According to a research study reported in Industrial & Engineering Chemistry Research, a journal of the American Chemical Society, dust formed during manufacturing of nanomaterials has more chance to get exploded when compared to dust from cornstarch, wheat flour and any other usual dust explosion hazards.

The research team comprising Paul Amyotte and his colleagues informed that dust explosions are still a threat at facilities processing fine particles of different materials. Despite meaningful research, information about dust explosion threats in industry is inadequate, especially for nontraditional dusts such as those generated during nanomaterial processing.
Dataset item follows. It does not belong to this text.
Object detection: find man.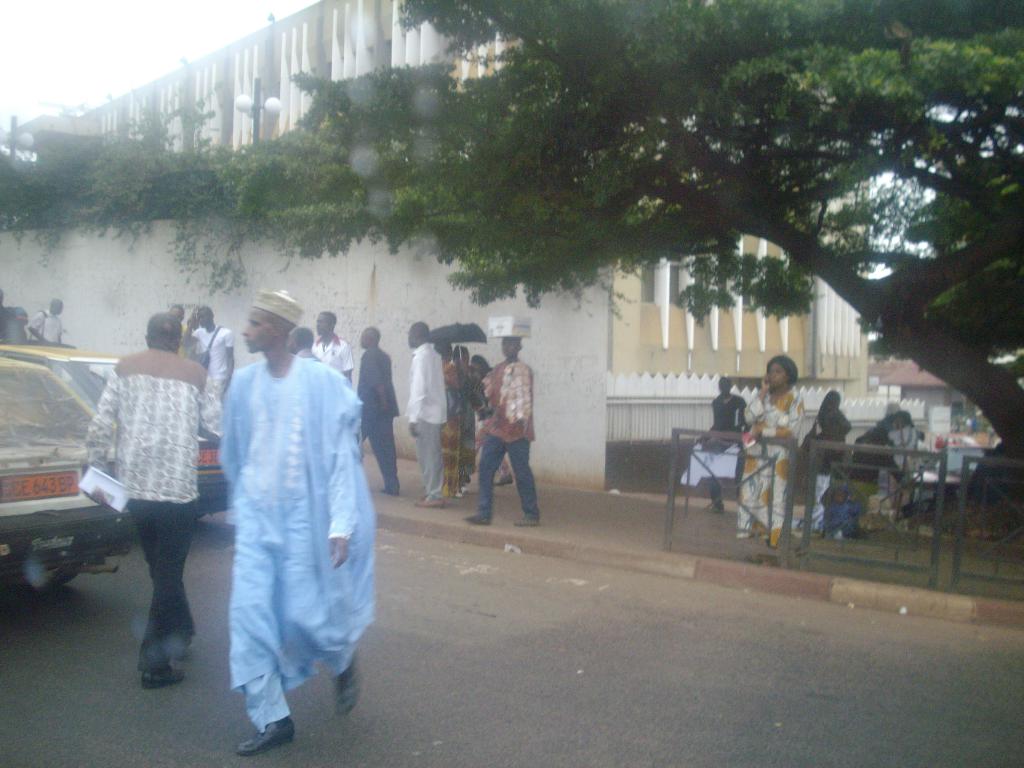
crop(409, 316, 451, 510).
For this purpose, Paul Amyotte’s team decided to investigate the explosibility of three kinds of nontraditional dusts. First one is dusts of nanomaterials made of metals like aluminum, second is dusts of flocculent (fuzzy or fibrous) materials utilized in several products and third is hybrid mixtures of a flammable vapor or gas and a dust.

The research team discovered that aluminum nanomaterials needed below 1 mJ of energy for explosion, a value below one-thirtieth of the energy needed to set sugar dust aflame or below one-sixtieth of the energy needed to ignite wheat dust. The team also noted that flocking is frequently formed with a process that produces static electricity, which may cause the flocculent dust to get exploded. Moreover, the chance of a dust explosion is increased when a flammable vapor or gas is added to a dust as a hybrid mixture.

The team warns that safety measures have to be taken to avoid these materials to get exposed to friction, collisions or sparks, which may lead to an explosion.